In that workplace, some of the women refused to sign and left; others signed in the belief that the new quotas wouldn't be strictly imposed "and they haven't yet, although the possibility is there for later use"; and others were sacked. Of those who left, most had not found new employment in the industry after 12 months and had obviously been "marked", Adlam said.

Another problem was union organisers' access to workplaces. Some employers had taken the opportunity to make contact much more difficult. "On some sites", she said, "I'll actually be met at the gate [by the employer] and escorted directly to the lunch room, where they watch and note everybody who talks to me".

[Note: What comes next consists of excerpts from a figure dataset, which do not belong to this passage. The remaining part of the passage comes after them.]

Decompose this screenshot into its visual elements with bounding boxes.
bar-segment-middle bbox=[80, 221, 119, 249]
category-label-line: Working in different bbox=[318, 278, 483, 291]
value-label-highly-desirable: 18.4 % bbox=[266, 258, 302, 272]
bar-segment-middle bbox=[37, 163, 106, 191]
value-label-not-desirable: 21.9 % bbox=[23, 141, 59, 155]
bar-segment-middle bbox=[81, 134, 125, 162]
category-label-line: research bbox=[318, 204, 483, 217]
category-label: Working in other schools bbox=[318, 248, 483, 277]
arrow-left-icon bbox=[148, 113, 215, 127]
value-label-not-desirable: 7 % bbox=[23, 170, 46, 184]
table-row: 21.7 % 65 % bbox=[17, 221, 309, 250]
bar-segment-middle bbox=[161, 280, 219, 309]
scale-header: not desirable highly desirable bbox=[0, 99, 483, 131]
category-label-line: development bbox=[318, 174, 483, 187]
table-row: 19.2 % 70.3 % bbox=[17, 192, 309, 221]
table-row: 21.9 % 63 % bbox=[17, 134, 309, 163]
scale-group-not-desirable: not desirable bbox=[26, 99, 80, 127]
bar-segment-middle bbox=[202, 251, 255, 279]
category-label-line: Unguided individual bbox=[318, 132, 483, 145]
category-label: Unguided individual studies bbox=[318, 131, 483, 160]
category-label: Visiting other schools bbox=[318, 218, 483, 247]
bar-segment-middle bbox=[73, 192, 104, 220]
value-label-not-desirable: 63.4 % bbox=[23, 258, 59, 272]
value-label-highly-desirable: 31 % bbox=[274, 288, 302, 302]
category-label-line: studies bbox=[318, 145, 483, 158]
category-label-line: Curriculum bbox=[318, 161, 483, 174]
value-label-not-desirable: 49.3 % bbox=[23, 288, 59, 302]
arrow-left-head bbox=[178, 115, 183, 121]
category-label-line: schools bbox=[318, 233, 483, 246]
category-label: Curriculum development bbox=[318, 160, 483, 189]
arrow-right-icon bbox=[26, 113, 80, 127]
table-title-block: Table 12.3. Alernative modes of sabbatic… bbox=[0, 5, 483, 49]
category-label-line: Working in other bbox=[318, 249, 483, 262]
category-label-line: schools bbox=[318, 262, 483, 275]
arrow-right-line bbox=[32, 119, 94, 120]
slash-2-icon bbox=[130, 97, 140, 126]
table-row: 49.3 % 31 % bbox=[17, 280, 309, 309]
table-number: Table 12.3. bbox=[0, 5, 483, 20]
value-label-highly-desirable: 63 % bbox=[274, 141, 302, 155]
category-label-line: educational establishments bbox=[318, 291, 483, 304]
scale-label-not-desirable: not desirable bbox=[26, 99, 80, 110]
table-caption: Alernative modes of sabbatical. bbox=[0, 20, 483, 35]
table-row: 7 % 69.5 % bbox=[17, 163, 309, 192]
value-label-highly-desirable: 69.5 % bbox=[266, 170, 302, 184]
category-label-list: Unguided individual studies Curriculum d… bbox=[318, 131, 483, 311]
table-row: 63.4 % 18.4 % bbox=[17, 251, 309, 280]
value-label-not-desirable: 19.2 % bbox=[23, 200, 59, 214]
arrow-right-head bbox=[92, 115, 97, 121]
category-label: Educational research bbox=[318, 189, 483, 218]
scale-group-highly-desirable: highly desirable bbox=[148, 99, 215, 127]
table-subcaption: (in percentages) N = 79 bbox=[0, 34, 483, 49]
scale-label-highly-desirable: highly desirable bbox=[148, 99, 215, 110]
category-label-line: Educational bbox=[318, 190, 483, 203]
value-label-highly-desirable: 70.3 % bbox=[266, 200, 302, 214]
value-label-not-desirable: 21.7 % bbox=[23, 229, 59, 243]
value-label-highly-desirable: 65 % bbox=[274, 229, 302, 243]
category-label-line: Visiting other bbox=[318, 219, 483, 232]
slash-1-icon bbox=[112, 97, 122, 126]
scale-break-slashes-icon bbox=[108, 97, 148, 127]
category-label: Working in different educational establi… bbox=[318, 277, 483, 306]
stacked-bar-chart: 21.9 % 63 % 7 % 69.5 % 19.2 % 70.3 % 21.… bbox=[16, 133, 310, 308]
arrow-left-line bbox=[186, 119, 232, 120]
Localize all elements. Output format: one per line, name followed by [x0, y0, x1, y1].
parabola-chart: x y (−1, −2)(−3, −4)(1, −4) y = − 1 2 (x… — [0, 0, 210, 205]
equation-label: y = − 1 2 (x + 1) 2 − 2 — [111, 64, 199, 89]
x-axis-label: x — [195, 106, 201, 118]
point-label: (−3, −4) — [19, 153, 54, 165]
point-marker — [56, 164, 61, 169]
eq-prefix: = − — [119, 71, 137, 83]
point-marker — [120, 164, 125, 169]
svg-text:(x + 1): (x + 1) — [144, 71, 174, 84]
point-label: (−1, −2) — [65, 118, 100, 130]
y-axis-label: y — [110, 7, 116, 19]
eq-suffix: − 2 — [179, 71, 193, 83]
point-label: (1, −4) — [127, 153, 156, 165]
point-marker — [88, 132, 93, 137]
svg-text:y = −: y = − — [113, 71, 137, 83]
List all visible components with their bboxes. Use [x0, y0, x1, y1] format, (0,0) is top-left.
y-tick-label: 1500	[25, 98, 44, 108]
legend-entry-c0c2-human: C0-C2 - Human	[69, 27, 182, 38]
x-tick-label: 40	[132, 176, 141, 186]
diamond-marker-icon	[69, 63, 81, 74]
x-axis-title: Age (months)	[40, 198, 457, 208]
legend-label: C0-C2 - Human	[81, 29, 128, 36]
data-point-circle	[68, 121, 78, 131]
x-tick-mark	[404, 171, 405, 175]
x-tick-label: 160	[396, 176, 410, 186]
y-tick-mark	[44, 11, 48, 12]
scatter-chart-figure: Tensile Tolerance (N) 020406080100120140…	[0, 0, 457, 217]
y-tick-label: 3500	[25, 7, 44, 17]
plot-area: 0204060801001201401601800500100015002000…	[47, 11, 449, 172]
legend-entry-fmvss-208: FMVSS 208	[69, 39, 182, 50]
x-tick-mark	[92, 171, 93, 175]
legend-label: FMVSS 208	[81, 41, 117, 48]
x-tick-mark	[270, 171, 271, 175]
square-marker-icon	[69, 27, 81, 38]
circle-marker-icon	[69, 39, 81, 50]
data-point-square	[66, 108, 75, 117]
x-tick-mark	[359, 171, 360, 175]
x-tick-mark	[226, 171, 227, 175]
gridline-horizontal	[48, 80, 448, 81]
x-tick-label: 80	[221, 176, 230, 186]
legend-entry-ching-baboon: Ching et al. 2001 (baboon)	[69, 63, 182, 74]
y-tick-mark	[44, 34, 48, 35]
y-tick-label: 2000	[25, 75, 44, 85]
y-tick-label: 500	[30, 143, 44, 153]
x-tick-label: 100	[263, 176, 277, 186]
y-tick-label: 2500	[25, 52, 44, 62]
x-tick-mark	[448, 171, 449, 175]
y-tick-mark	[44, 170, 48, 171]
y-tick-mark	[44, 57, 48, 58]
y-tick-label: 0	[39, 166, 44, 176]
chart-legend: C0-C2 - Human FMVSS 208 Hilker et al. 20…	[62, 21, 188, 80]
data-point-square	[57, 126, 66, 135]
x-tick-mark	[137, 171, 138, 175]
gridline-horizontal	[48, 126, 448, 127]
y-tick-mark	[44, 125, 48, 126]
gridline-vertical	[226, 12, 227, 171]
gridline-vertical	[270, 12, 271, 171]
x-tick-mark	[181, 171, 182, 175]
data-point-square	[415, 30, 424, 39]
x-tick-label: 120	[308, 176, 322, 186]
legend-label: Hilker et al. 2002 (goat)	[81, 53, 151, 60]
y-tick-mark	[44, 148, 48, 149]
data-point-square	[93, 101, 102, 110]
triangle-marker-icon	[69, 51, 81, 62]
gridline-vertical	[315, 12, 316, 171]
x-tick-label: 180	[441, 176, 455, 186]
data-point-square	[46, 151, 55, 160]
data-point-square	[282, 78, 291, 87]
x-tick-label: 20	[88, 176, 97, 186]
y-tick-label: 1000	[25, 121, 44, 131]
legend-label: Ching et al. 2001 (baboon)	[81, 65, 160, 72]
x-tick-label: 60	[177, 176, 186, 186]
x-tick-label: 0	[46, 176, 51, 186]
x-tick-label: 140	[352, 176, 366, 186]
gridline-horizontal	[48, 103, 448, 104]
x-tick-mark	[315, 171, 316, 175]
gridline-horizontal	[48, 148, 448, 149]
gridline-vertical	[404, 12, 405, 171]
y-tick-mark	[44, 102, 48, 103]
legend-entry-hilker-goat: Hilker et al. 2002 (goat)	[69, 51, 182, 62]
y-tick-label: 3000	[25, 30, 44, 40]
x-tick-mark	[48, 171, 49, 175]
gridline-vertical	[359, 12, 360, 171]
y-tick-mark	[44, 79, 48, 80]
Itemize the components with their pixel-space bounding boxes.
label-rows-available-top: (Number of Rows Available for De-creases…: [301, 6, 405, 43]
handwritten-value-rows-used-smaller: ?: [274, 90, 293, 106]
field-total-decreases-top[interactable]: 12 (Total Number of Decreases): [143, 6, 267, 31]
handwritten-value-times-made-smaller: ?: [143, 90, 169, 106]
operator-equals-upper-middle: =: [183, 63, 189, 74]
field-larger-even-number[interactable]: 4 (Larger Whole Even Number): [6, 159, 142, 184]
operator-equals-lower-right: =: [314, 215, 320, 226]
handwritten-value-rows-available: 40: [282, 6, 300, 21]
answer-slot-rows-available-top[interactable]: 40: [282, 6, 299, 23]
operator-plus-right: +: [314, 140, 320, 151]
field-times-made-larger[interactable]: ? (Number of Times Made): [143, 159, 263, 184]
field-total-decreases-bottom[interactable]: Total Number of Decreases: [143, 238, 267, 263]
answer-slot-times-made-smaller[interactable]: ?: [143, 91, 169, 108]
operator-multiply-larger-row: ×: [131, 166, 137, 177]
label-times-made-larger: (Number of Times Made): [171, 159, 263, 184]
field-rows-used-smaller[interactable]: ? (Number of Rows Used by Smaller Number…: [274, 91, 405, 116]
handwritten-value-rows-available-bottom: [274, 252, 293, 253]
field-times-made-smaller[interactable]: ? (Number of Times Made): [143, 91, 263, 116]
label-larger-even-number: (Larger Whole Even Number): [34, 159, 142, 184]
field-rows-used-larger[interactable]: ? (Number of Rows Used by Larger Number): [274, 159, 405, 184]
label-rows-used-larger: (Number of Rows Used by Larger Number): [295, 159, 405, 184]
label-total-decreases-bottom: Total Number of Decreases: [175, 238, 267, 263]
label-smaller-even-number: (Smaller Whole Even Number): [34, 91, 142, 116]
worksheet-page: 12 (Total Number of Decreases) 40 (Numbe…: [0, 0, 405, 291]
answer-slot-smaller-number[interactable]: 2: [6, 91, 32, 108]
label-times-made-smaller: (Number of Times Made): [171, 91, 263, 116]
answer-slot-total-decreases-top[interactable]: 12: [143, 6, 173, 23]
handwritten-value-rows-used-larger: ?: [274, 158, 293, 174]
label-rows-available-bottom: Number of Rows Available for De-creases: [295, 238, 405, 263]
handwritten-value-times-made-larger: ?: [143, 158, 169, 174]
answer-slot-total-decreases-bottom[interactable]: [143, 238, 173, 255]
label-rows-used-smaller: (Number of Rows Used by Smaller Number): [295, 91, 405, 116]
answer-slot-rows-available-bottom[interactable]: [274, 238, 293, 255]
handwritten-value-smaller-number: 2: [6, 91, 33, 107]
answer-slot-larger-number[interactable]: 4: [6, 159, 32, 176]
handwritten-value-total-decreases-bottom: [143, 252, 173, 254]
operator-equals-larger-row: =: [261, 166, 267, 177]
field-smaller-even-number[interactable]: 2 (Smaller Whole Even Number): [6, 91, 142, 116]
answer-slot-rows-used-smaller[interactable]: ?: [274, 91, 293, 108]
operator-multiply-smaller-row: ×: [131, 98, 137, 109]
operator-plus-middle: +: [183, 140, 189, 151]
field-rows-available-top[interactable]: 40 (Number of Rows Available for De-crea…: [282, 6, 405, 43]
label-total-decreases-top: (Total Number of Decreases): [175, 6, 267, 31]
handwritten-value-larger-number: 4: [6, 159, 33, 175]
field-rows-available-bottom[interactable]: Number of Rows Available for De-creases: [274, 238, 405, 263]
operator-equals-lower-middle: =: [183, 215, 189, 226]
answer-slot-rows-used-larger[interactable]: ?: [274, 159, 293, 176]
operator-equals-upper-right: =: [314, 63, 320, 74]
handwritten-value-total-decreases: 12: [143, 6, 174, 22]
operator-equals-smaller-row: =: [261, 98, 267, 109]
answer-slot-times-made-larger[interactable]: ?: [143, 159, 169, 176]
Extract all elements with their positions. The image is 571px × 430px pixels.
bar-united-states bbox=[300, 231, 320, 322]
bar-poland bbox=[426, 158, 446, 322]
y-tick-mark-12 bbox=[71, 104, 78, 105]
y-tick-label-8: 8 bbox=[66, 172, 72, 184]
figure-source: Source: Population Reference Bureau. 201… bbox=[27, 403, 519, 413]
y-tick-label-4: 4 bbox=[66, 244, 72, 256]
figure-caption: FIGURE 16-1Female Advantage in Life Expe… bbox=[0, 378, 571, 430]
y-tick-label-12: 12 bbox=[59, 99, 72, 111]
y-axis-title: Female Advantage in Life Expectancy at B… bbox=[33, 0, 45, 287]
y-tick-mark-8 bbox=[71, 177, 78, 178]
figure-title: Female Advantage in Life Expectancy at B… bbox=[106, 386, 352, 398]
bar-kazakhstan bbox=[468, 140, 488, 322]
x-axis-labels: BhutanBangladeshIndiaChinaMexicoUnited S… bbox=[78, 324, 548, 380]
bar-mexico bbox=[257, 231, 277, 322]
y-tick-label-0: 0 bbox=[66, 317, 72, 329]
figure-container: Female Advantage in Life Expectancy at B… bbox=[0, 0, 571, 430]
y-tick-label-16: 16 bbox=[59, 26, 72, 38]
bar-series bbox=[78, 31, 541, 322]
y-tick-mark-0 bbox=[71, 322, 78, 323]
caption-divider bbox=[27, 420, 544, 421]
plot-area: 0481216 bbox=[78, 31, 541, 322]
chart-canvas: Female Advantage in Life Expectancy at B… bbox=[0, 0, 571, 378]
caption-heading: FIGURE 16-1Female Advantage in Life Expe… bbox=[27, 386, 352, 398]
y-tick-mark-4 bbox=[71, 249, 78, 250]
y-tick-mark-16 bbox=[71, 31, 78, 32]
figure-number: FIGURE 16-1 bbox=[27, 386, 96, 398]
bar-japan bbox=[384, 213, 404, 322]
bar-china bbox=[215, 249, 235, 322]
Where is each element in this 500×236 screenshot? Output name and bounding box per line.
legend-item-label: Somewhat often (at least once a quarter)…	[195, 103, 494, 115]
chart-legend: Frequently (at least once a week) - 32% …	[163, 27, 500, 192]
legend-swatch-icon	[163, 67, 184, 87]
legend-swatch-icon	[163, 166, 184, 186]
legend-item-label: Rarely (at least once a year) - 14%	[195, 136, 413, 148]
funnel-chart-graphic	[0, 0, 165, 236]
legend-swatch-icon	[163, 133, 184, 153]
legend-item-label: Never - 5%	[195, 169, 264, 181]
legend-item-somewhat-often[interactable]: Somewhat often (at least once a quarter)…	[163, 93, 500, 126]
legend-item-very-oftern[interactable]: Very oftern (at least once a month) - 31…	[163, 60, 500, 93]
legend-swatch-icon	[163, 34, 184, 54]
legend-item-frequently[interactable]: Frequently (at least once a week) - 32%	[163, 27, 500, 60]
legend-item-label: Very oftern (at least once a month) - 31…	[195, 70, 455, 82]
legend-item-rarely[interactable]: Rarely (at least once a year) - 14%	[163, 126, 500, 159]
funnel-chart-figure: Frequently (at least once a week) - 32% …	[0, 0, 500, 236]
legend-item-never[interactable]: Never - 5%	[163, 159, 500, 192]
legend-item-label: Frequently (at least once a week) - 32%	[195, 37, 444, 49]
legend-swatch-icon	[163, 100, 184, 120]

Adlam emphasised training for women unionists to make them confident, informed and active. One woman activist writing recently in the union journal noted the importance of workers getting to know unionists and what they did. Through the AMWU's Anna Stewart Memorial Project and annual women's conference, women unionists have gained the necessary confidence and education to tackle these issues.

The success of a regional forum of women in male-dominated industries and occupations held in the Greater Green Triangle area of southern SA and Victoria illustrated that point, Adlam said. After the forum, women from one local factory returned to the workplace and actively recruited on the issues. Union membership has increased by almost 50% as a result, the proof, she emphasised, that affirmative action is union business.

Adlam said that pay equity cases run by the ACTU in the IRC last year had been important in addressing some of the reasons for the difference in women's and men's full-time earnings. The process had also revealed, but not addressed, some of the more "difficult, structural" reasons for women's lower earnings — like their concentration in lower skilled, lower paid classifications and the barriers to better employment.

As an example, Adlam mentioned a factory where all of the forklift drivers were men. The women in the factory told her that they'd applied for forklift jobs when they'd come up, but had never been granted an interview.

The women in that factory confronted their management the next time a position was vacant, and forced them to consider interviewing women. "Of the 20 women who applied, however", she said, "the three who were selected for interview were thought by the women to be those least likely to get the job — and they didn't".

Male unionists, Adlam said, "most often accept the equity and justice of our arguments and support us", but "we still have a long way to go with the bosses".

Most positive, Adlam said, is the inspiration of the Women of Metal activists. "From being quiet and unsure when we began, they've become confident and informed, and I feel energised every time I'm with them." She affirms the International Workers of the World cry, invoked by Beatrice Faust writing in memory of veteran equal pay fighter Edna Ryan: "Don't grieve — organise!".